At least seven dead in Brazil plane crash
An executive jet crashed in a heavily populated neighbourhood of Sao Paulo today, killing at least seven people and leaving a pile of smoky rubble just months after the city suffered the nation’s deadliest air disaster.
The plane, a Learjet 35 belonging to a Brazilian air taxi company, slammed into at least two houses shortly after taking off, airport authority Infraero spokeswoman Lucia Ferreira said.
Three people injured in the crash – including a child – were taken to hospital for treatment, a firefighter identified as Col.
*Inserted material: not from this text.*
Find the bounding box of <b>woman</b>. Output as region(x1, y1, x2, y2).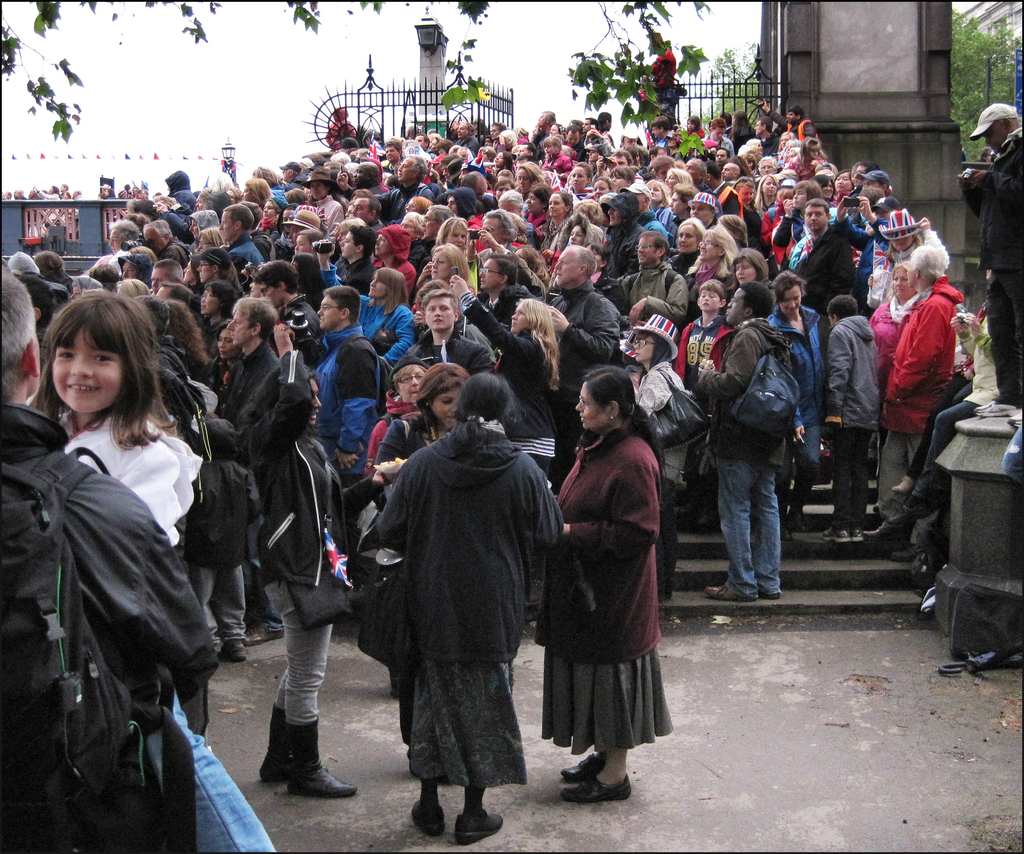
region(264, 195, 280, 232).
Paiol told Record TV. Authorities did not immediately say how many people were aboard the jet, or how many of the dead were in the plane or on the ground.
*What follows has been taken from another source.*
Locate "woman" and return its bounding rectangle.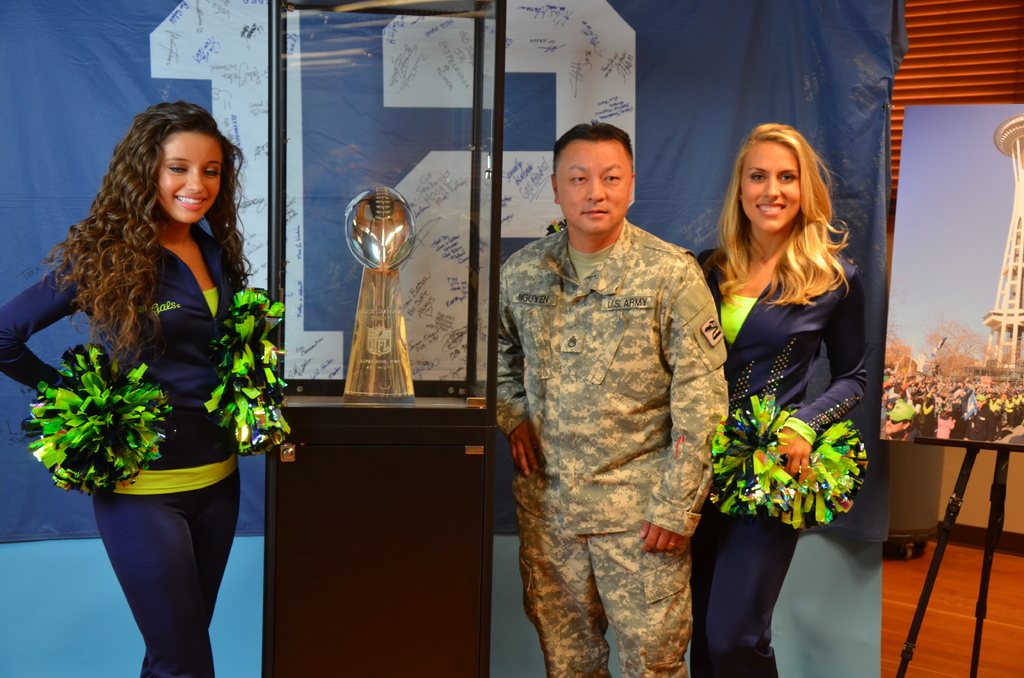
Rect(0, 97, 289, 677).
Investigators were trying to determine the cause of the crash, but Ferreira said there were no immediate indications that it was related to a series of Brazilian air traffic chaos and woes including the July 17 crash of a Tam Linhas Aereas SA jetliner, which slammed into a building in Sao Paulo, killing 199 people.
That crash happened at Sao Paulo’s Congonhas airport, widely criticised for having a short runway that makes landing tricky during rainy conditions. Some say the airport is a threat to the surrounding area, which was rural decades ago when Congonhas was built but is now home to hundreds of thousands of Brazilians.
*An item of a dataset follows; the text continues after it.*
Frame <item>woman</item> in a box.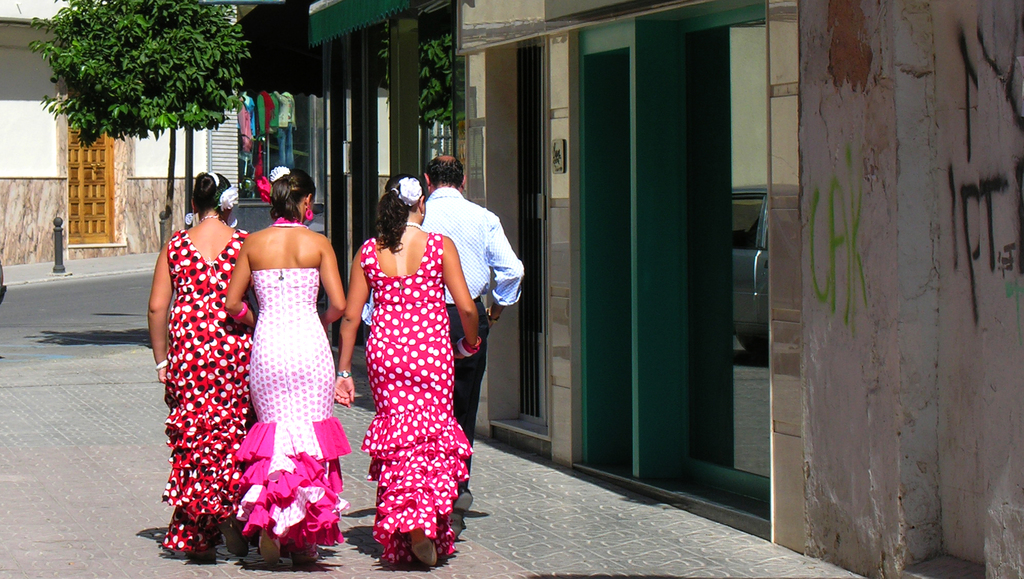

The jet that crashed this afternoon took off from the Campo de Marte airport, used by executive jets and helicopters. It was owned by Reali Taxi Aereo and was en route to Rio de Janeiro, Ferreira said.
Witnesses told Brazilian media the plane ploughed nose first into the blue-collar neighbourhood as it apparently tried to return to the airport during cloudy and slightly rainy conditions. One home was destroyed and another was heavily damaged. At least 60 firefighters were still combing through the debris hours later.
Reali’s website said the company specialises in transporting medical patients and organs for transplant. The company’s phone number did not appear to be working today, and an e-mail message seeking comment was not immediately returned.
Brazil’s fast-growing air industry has been plagued by problems of late: July’s disaster; a September 2006 crash that killed 154 people in the Amazon jungle; and a series of air traffic woes, including radar outages and controller strikes and work slowdowns.
The chaos led President Luiz Inacio Lula da Silva to fire his defense minister in charge of civil aviation. The new aviation chief, Nelson Jobim, has promised to give passenger safety priority over comfort in his push to repair the nation’s air industry.